Upon resigning his faculty position in 1985, Dr. Dana founded the Mediation Training Institute International (although he had been using the business name since 1982). Initially, MTI was simply the name used as the name of the sponsoring organization of open-enrollment seminars in Managerial Mediation conducted by Dr. Dana himself in the United States, Canada, Hong Kong, the UK, Sweden, and Turkey. Soon, however, MTI evolved into the organizational home of consulting as well as training in its proprietary content by Dr. Dana's early colleagues and associates who learned his methods.
The Internet Era
Perhaps the most significant landmark in the evolution of MTI as a global enterprise was the development of the Internet and the establishment of the MTI website at www.mediationworks.com in 1996. It immediately became the top result at Yahoo! and every other major search engine for relevant searches. Upon the appearance of Google in 1998, MTI's site became the #1 earned (non-paid) search result for "mediation training" and related search terms, and has remained in that position every day since Google's creation, which evidences the value of its informational content to the field. A summary of MTI's website statistics is available on request.

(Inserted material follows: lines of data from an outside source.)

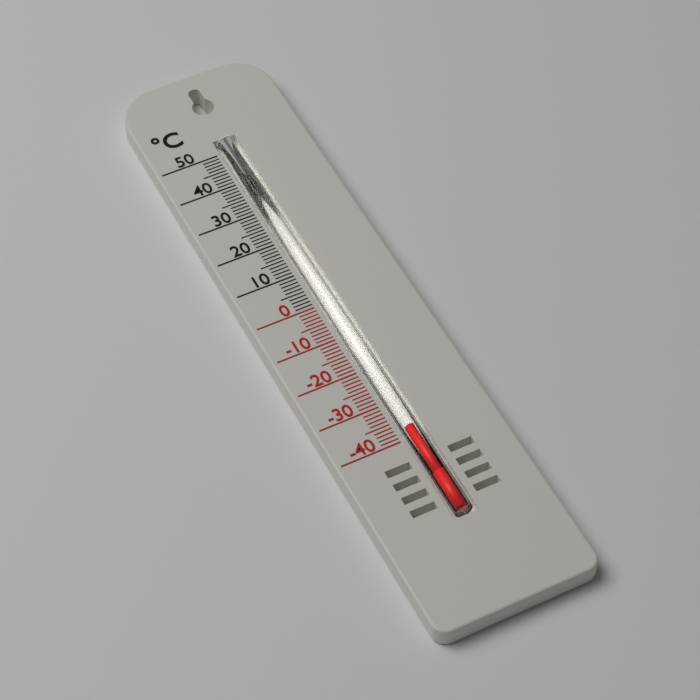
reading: -37 °C
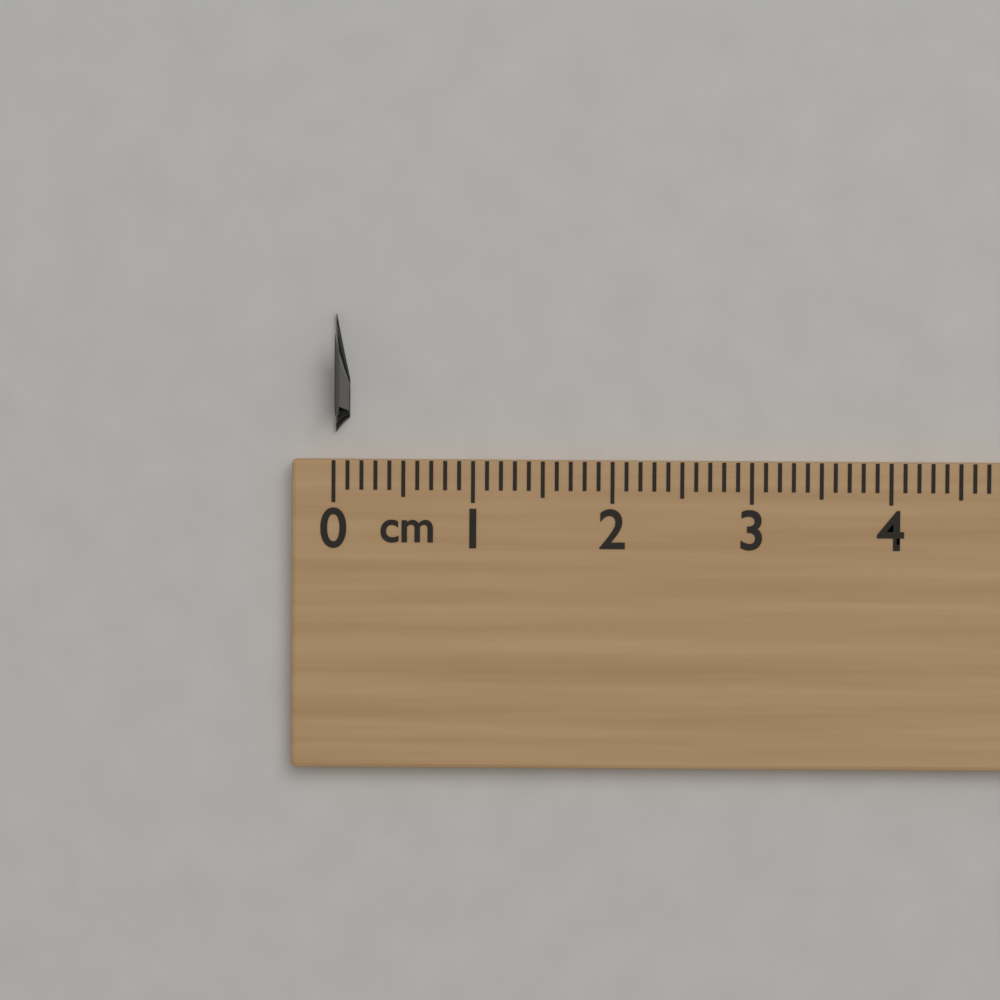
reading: 0.1 cm
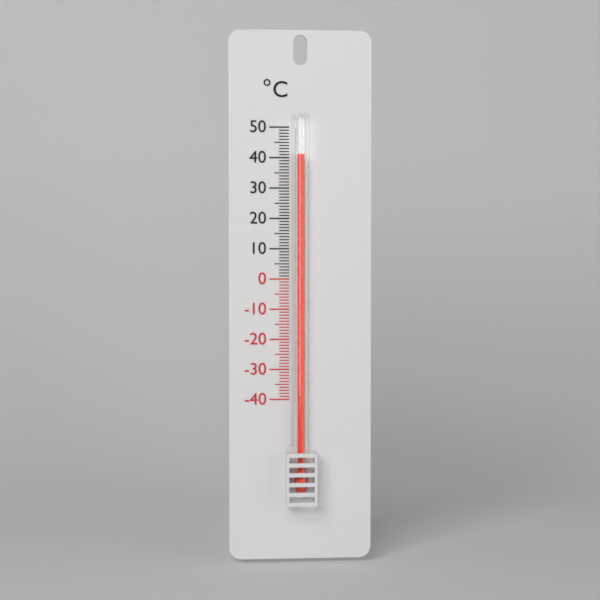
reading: 41 °C
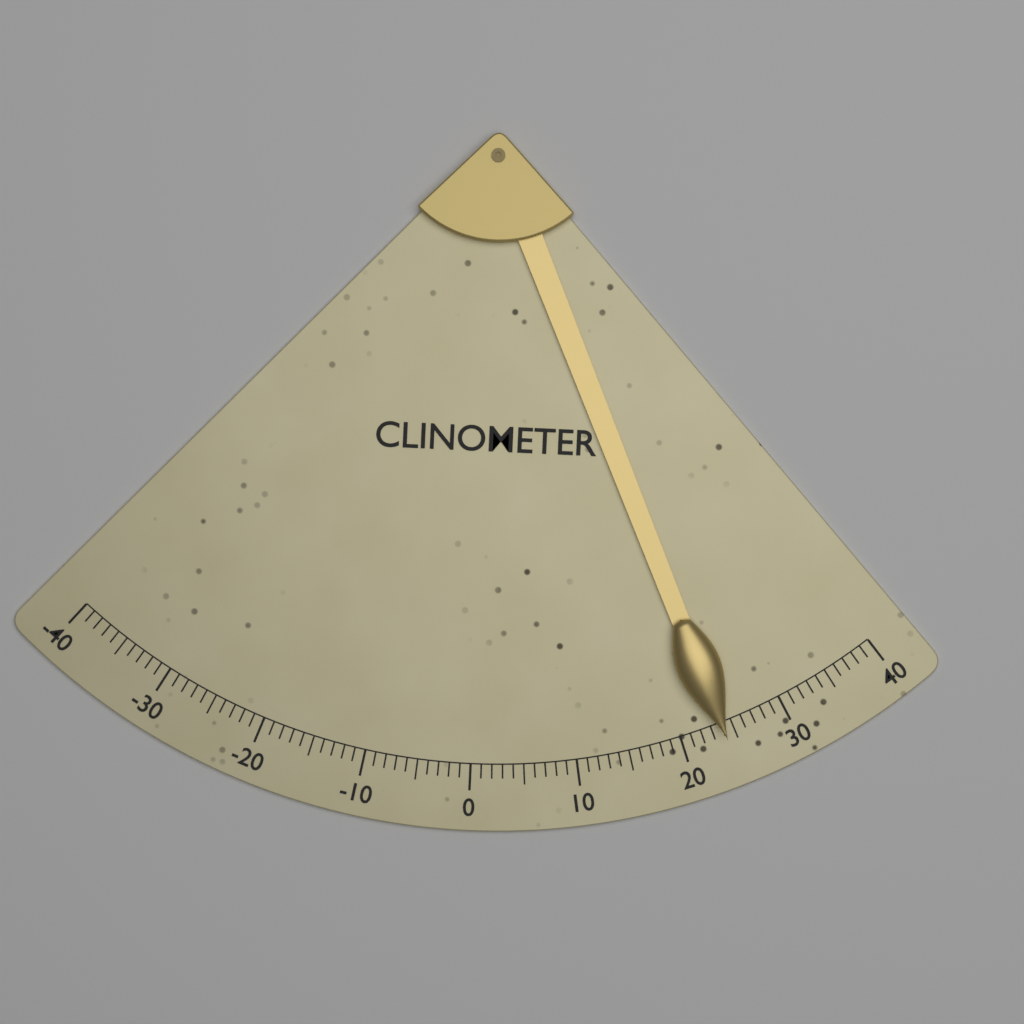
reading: 24 (no unit)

The prominence of its website has made possible the development of an extensive calendar of Certification Conferences in Managing Workplace Conflict, whose primary purpose is to prepare professional trainers (internal and external human resource development consultants) to deliver MTI's proprietary seminars. Today, the worldwide Certified Trainer Network is comprised of over 1000 individuals on six continents who deliver the training in English and Spanish. Additionally, rights in Japanese, Korean, and Romanian languages have been assigned to entities in those countries, and several other similar assignments are pending.
MTI also offers basic and advanced 40-hour Mediator Certification Courses in open-enrollment and in-house formats for corporations, government agencies, and private groups.
In 2001 MTI (in the name of its corporate owner, Dana Mediation Institute, Inc.) received an $8,444,000 award by the United States General Services Administration to deliver training for federal agencies. The GSA award is currently in its second renewal period, which expires in 2010.
In review, MTI has achieved its current status as the most prominent provider of workplace conflict management and mediation training without benefit of financing, professional management, or even a business plan. Rather, its organic and unplanned growth is largely attributable to the recognized value of its products and services. Dr. Dana, an academic by temperament and preference, acknowledges that MTI's growth these past three decades has been hampered by his personal distaste for managing a business. He recognizes that his talents are better suited for a role in research and product development than one of leadership. Perhaps 2008 is the year in which the enterprise may be restructured to achieve the potential of which it is capable.